Prisoners should pay some of the money they earn in jail to victims (on top of the existing criminal injuries’ scheme) in order to recompense for their sins and as part of Justice Secretary Kenneth Clarke’s wider ‘rehabilitation revolution’. Even prison reform campaigners such as Juliet Lyon, director of the Prison Reform Trust, say the plans ‘made good sense’. But do they?
The Prisoners Earnings Act 1996, having sat dormant since the last Tory administration has now been ‘commenced’ (it came into force September 26th 2011). Guidance on how it will operate has been issued by way of Prison Service Instruction (PSI) 48/2011. This states that, in general terms, a levy of 40% will be deducted from prisoners’ net earnings over £20 to be paid to Victim Support via the National Offender Management Service. Net earnings are considered here to be the amount left after income tax, national insurance, court order payments and child maintenance have been deducted. The scheme will apply to all prisoners working in the community for outside employers and, according to the MoJ, will raise £1m per year.
However already legal challenges are being mounted to the 1996 Act. The first problem is that the deduction arguably amounts to a penalty insofar as prisoners are deprived of money that they have legitimately earned following conviction. This potentially clashes with the European Convention (ECHR), articles 6 and 7. The latter prevents the application of a retrospective penalty (the provisions of the 1996 were not in force at the time when prisoners were sentenced). It also possibly falls foul of article 6 (the right to a fair trial) as it is a penalty imposed by a body other than an independent judicial figure. Plus, any deduction from wages would also seem to amount to a deprivation of property and that also engages the ECHR, article 1 of the first protocol. This requires the issue of proportionality to be considered when interpreting the legislation and guidance. The current proposals are that the levy is applied regardless of individual income and unavoidable expenses. The PSI makes it clear that it will only be in very exceptional circumstances (determined by a Governor) that a prisoner will not be deprived of their property. Can this be said therefore to satisfy the proportionality test? Finally concerns have been raised over the fact that women prisoners may be more affected by the proposals than their male counterpoints and whether this breaches the 2010 Equality Act.
However putting to one side what might appear to be some opaque legal arguments, do the proposals make sense financially or otherwise?
What the government is (of course) not telling people is that the vast majority of prisoners earn between £8 and £10 a week and so won’t be affected by the legislation. The deductions, so loudly articulated by the government, will even on the MoJs own figures only apply to the 450 prisoners or so actually employed in the community and who earn enough to trigger the provisions.

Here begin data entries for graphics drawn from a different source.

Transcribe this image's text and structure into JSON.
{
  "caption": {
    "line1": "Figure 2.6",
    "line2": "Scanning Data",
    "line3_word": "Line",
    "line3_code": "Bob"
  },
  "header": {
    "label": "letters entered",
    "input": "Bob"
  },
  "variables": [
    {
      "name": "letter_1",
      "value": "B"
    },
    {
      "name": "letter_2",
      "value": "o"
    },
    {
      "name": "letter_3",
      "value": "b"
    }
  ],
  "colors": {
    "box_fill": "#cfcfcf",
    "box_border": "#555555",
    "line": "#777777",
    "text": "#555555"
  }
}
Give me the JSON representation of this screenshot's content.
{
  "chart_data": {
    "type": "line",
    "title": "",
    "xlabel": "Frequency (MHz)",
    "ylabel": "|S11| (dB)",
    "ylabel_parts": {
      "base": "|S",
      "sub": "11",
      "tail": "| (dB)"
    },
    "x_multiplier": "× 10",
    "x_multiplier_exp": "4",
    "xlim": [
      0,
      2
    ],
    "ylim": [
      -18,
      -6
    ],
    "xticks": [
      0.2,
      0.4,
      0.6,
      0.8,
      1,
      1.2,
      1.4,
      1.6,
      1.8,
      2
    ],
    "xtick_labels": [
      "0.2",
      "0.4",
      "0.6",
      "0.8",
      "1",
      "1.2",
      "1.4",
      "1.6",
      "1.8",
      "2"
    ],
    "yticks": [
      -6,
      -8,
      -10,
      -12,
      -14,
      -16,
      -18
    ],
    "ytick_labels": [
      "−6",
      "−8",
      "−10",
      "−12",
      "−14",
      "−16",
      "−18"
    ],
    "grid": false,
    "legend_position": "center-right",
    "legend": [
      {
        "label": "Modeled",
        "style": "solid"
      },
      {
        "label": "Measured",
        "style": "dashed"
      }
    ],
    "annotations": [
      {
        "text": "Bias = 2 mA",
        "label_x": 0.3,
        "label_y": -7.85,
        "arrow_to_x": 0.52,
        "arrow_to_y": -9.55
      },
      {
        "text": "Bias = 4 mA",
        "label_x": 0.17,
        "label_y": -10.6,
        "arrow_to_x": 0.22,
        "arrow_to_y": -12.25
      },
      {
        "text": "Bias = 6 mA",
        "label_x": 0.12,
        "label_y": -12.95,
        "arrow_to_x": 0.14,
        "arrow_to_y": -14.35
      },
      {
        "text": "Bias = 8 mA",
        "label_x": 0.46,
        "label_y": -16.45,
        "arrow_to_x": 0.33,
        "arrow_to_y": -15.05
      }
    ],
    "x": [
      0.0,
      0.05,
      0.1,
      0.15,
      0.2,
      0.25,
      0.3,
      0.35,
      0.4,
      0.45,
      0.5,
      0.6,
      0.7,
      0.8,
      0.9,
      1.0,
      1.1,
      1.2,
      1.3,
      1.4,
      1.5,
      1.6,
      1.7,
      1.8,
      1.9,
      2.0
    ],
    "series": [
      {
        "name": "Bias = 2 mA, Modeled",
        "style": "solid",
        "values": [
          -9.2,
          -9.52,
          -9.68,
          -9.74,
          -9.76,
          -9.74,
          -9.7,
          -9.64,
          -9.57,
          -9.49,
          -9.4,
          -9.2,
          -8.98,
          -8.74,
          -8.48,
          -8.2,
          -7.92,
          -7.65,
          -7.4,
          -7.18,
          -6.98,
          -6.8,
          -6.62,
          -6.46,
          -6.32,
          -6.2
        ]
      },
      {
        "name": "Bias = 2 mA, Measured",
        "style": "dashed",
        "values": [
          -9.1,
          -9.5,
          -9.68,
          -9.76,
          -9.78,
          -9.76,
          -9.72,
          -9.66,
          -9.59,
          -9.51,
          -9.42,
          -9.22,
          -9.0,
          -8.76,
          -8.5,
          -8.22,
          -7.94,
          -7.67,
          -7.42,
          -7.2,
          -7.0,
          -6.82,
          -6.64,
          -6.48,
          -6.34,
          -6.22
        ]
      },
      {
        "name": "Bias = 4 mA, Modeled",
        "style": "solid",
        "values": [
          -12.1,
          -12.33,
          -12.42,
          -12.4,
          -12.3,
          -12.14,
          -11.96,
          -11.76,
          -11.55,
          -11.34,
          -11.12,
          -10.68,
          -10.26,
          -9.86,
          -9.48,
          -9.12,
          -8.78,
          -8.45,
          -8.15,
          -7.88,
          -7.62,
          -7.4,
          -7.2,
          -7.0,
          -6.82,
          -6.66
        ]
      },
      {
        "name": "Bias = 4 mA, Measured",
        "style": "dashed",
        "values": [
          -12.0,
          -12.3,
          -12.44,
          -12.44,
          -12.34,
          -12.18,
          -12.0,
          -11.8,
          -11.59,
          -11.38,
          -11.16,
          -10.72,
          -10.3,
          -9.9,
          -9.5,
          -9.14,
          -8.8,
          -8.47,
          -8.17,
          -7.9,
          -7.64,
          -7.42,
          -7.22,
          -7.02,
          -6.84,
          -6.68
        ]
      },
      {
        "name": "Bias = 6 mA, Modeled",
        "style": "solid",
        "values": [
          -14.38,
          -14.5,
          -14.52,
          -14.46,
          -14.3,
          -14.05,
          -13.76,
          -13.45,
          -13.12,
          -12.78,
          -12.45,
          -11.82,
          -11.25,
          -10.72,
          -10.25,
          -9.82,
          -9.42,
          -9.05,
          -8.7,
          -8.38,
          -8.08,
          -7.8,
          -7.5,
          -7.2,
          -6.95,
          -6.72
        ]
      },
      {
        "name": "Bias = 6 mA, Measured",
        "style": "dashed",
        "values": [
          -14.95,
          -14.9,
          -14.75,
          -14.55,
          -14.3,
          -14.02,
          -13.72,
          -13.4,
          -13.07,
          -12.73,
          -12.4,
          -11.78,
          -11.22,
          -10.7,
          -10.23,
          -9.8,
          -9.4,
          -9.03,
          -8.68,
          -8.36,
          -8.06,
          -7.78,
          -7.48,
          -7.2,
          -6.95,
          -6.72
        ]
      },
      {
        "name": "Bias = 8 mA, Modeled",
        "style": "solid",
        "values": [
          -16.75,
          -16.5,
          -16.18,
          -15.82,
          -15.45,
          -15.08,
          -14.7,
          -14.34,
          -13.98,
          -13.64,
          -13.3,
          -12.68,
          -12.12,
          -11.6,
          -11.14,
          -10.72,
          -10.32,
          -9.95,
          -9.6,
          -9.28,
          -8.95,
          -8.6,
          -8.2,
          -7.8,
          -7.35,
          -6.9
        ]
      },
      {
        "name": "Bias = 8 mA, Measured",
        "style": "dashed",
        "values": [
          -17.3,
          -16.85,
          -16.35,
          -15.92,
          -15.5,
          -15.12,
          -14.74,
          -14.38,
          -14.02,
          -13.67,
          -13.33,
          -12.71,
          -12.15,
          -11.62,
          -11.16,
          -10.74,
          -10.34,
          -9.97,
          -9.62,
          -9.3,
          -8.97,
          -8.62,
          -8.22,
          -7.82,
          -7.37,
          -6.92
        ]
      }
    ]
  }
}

There are over 87,000 prisoners currently behind bars and so it’s clear that this is more about politics than raising money for victims’ charities.
Even if the figures of £1 million are accurate, this is a pitiful amount when compared to the £4 billion or so spent every year keeping people behind bars.
So why doesn’t the government simply look to extend the scheme to cover all prisoners working? As a matter of domestic and Convention law, prisoners working within prison are not regarded as ‘employees’ and instead receive token amounts as an ‘incentive’ to engage in ‘purposeful activity’ (and even this is negligible given the recent and highly critical report from the Policy Exchange around the lack of work, real or otherwise, available within prison). If prisoners were regarded as being ‘employed’, the government would have to make provision for paid holidays etc, as well as paying prisoners the minimum wage. This would be political suicide
Do the deductions even make sense as part of a criminal justice model?
The obsession with punishment exhibited by David Cameron and his Tory colleagues tells us all we need to know about whether they are, as they initially proclaimed, a changed party.
The reality is that most people, save for the rabid right wing ‘hang em and flog em’ brigade, believe prisons should (if they are to have any real purpose) have some wider utilitarian benefit of reform/rehabilitation rather than simply warehousing the often vulnerable and ill.
So instead of deducting money from the minority of prisoners given the opportunity to work outside, perhaps the government would be better to concentrate on providing real work with real earnings for those behind bars rather than the ‘pocket money’ currently dished out. Because like it or not, it is only by providing real opportunities for prisoners that re-offending rates might come down. It would also provide much more benefit to society financially, given that if prisoners can build up sufficient funds to pay for things like accommodation and the other necessities of life when they are released, then the taxpayer would no longer have to pick up the tab as they invariably have to do now.
The 1996 Act is simply tabloid chasing nonsense, a cosmetic sticking plaster to the wider issue of what prison actually costs (and not just the financial) compared to what it actually achieves. It will kill the work incentive for prisoners able to secure outside employment and ironically will entail that, in apparently supporting some victims, others will be created such as the children of prisoners who, through no fault of their own, are already suffering from their parents’ imprisonment.
Alexander Patterson the then prison commissioner declared in 1920 that ‘people come to prison as a punishment not for punishment’, a maxim the Tories and future governments whatever their hue, would do well to heed.